Golf Drone Flyovers

A golf course is one of the most visually compelling subjects in video production. Manicured fairways, contoured greens, tree lines breaking open into sky — from the air, a well-designed course tells its own story. The challenge is knowing how to find it.

That's what licensed drone work is actually about. Not just putting a camera in the sky, but understanding how to move through a course in a way that makes someone watching feel something — curiosity about a hole they haven't played, pride in a course they know well, or the quiet pull of wanting to be out there.

Here's what that process looks like in practice.

It starts long before the drone goes up

The planning phase of a golf drone shoot is where most of the real work happens. Airspace maps are the first stop — they define how high we can fly and whether any restrictions apply to the course's location. At Ponderosa Golf Course, for example, we were operating in an altitude-restricted zone, capping our flight at 100 meters. Knowing that before arriving means we're building a flight plan around the actual constraints, not discovering them on the day.

Satellite imagery from tools like Google Earth lets us study the layout of a course before we ever set foot on it — understanding hole direction, identifying obstacles, and predicting how sunlight will move across the property at different times of day. A scorecard is surprisingly useful too: hole shape, distance, and direction all inform how a flyover should be structured.

None of that replaces being on the ground. Before any flight, we tour the full course — usually by golf cart — to assess conditions, note anything the satellite view missed, and make sure we understand the rhythm of play that day.

Scheduling matters more than most courses expect

Drone work at a golf course is a coordination problem as much as a creative one. Flying during league play or on a crowded weekend isn't just disruptive — it's a safety issue. We typically schedule on weekdays, in dialogue with course management, and always lock in a rain date. Weather is the variable nobody controls, and a shoot that gets pushed without a backup plan costs everyone time.

The time of day matters for quality. Shooting near sunrise or sunset gives softer light and more vivid color — the kind of footage that makes a course look the way a golfer remembers it feeling. Midday full sun is sometimes unavoidable, and when it is, we shoot in log format and use ND filters to preserve dynamic range and avoid the blown-out highlights that make aerial footage look flat.

What safe, professional drone work actually looks like

A licensed pilot alone isn't enough for a quality golf course shoot. We operate with a pilot and a dedicated spotter — one focused on the aircraft, one focused on the frame and on tracking nearby golfers. Positioning the spotter at the far end of a hole extends our awareness and keeps communication clear throughout the flight.

Drone battery life is short, which means every minute in the air has to count. A detailed flight plan — built from all the pre-production research — is what makes that possible. We're not figuring out the shot when we're flying. We already know it.

Angle and altitude are creative decisions, not technical ones

Low-angle flights simulate what a golfer sees from the tee box — immersive, ground-level, personal. Higher angles give an overview of the full hole, showing how the layout unfolds from tee to green. Most strong golf flyovers use both, moving between perspectives in a way that builds a complete picture of the hole.

For a hole-by-hole flyover of a full course, that progression — starting low at the tee, rising through the fairway, dropping back down to circle the green — gives each hole its own arc. It's the difference between footage and a film.

What the finished work looks like

The Bob O'Connor Golf Course in Pittsburgh and Moccasin Run Golf Club in Atglen, PA are two examples of how aerial video translates across very different courses — one a public municipal course in the city, the other a rural layout with a completely different character. The approach is the same: plan carefully, fly deliberately, and let the course show you what it wants to be.

If you manage or market a golf course and you've been thinking about aerial video, we'd be glad to talk through what a shoot might look like for your property. Get in touch.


◆ **TASK**: In the output, include exactly the lines from the beginning of the records up to and including the one that contains "Task: Click on", and leave out the pictures.

◆ **GIVEN ENTRIES**:
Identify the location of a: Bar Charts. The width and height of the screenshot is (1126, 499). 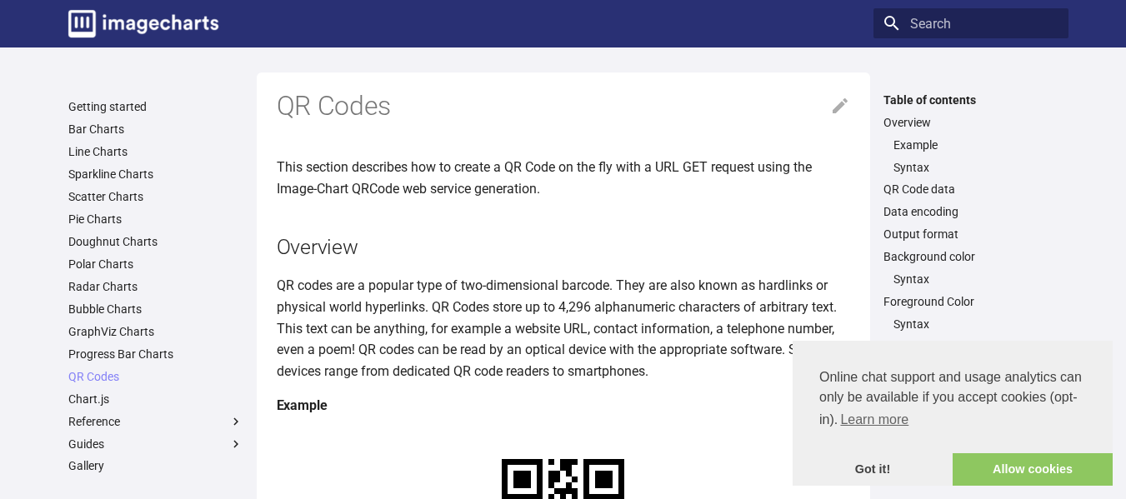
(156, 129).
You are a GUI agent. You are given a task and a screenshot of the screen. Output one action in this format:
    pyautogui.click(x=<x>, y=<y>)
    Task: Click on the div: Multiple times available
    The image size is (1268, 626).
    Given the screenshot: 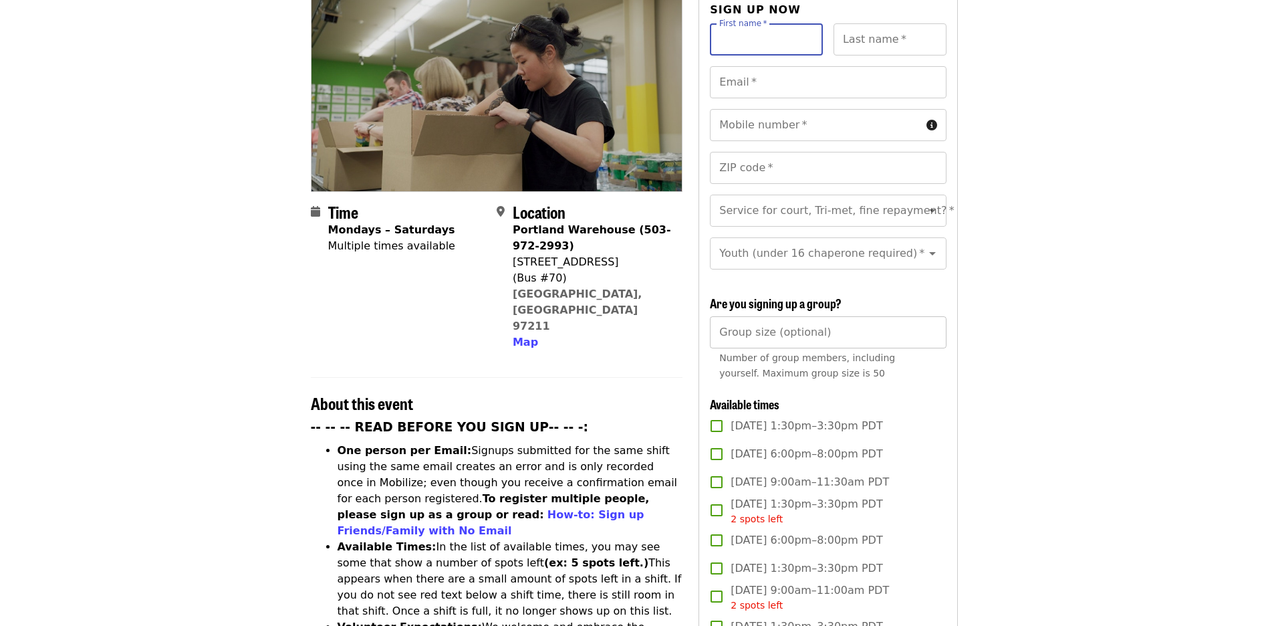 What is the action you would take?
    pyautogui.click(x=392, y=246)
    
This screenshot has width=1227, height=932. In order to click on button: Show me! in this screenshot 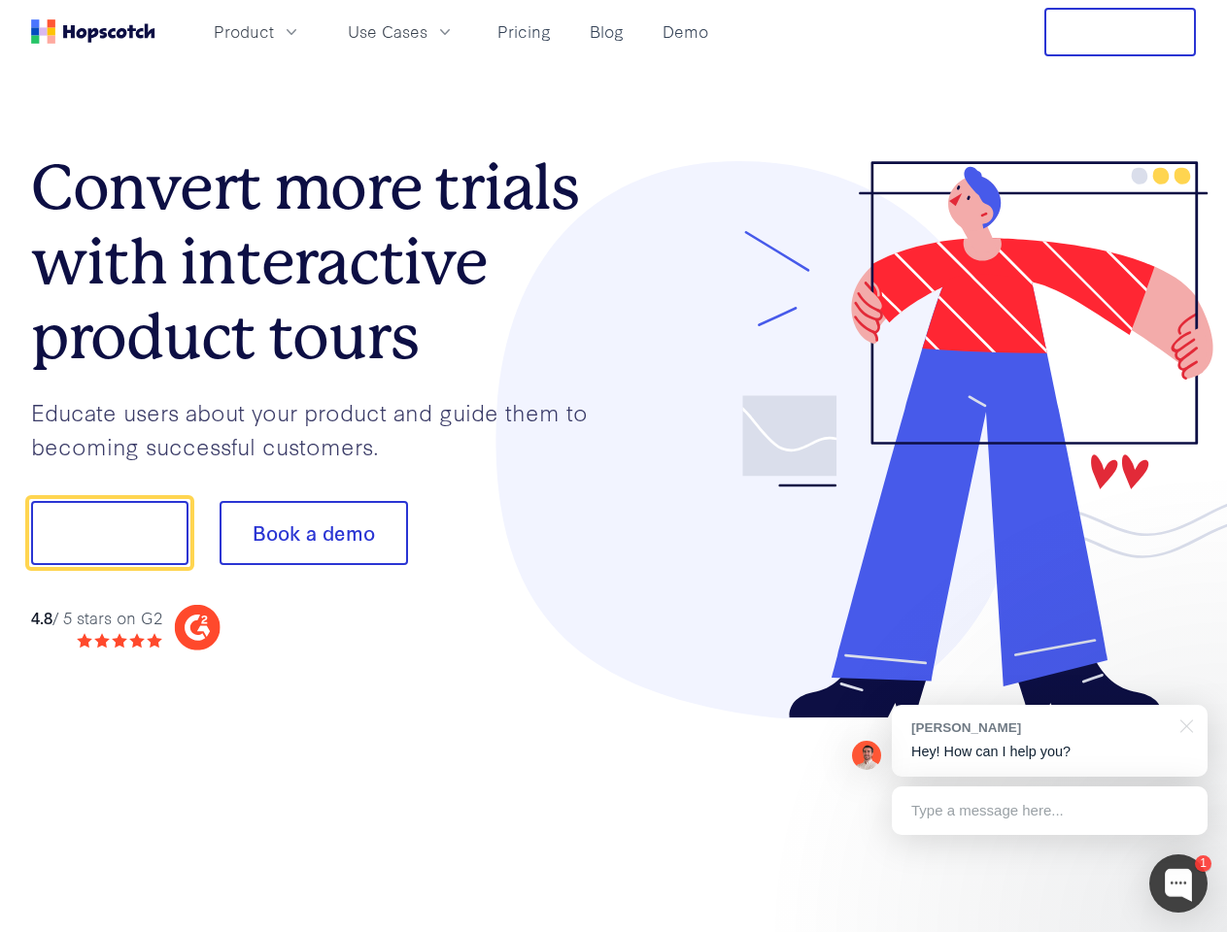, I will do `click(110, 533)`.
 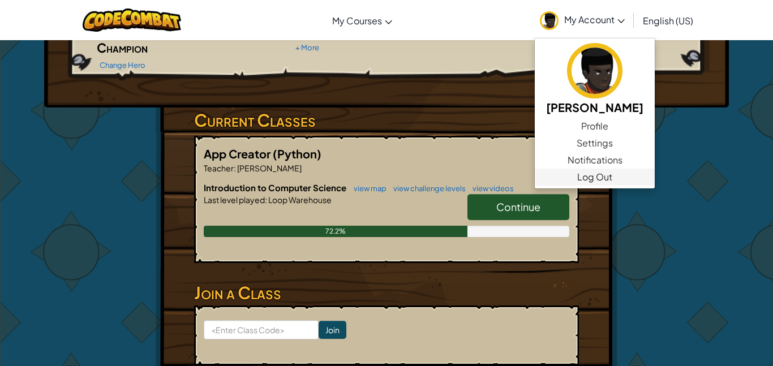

◆ **PROBLEM SOLUTION**:
Identify the location of a: Bar Charts. The width and height of the screenshot is (1126, 499). 
(156, 129).
You are a GUI agent. You are given a task and a screenshot of the screen. Output one action in this format:
    pyautogui.click(x=<x>, y=<y>)
    Task: Click on the div: Multiple times available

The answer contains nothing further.